Saturday, August 21, 2010

Ewan McIntosh

I was at a great course yesterday by Ewan McIntosh. Unfortunately I had to leave early to finish my last Learning Conference. Sorry about that Ewan. Fortunately my work mates were there and they told me about Ewan's challenge to us at the end of the course - To blog about something that will take up 100hrs of your time, apart from teaching.

Well that ones easy for me, I've just signed up for my first marathon (Auckland-31st October 2010). That's at the most 10 weeks away and doesn't give me a long time to train. Oh well better not to think too much about it and just get on with the training. Given I'll need to do a good 750k's training at an estimated 6 to 8 mins a k that's a good 100hrs on my feet. There done it.
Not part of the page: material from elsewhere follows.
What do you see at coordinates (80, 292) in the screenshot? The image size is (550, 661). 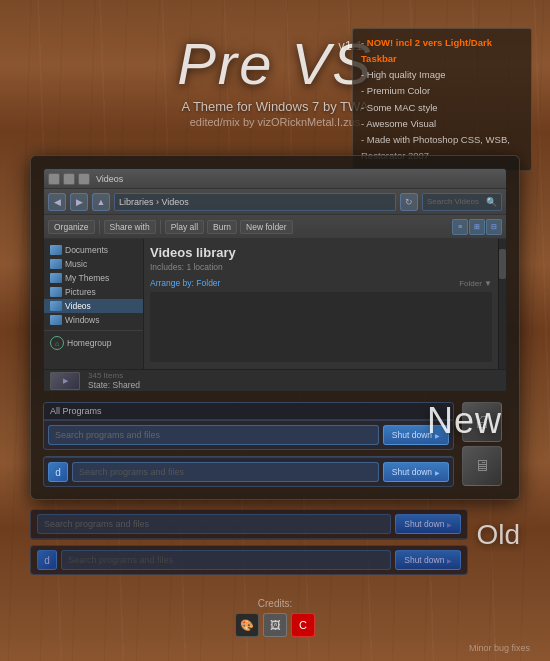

But what's even harder for me is to start blogging again. Ironically by last blog was posted one year previously, on the exact date of my 1st half marathon (Huntley half- 23rd May 2010). Which means I haven't blogged for nearly 15 months. I suppose you could say I've got better things to do. Which brings me to my point, blogging takes time, a lot of time, especially if you're like me, hate writing and prefer to be doing. So what's the point and why do Educators insist students and their teachers blog. The obvious benefits of reflecting on your own practice and learning goes without saying. But what's wrong with personal internal reflection? I know what you are saying, it's about sharing and I have lots to share but who want's to listen? that's what I need to know? because if no ones going to listen then why should I bother wasting my time?

4 comments:

Ewan McIntosh said...

If no-one's listening then there is little point in committing to paper, other than to remind oneself of what we have learned (could you peek back over the last 15 months and guarantee that there's no loose end of learning that you could build upon?).

That alone is valuable, but could be done on a moleskine, rather than publicly.

However, if we put in that small effort to leave comments on others' achievements and challenges, to help people online where we can, then we benefit from their insights, not just working in isolation. There's always that risk in that we don't know what we don't know. When we share, at least we know a little bit more than we were alone.

Christine McIntosh said...

How do you know no-one's interested? Unless, of course, you're not interested in others - in which case they won't know you exist. The more interested you are in others, the more interesting they will find you. I don't think that just applies to blogging - but writing a blog fair keeps your writing up to scratch!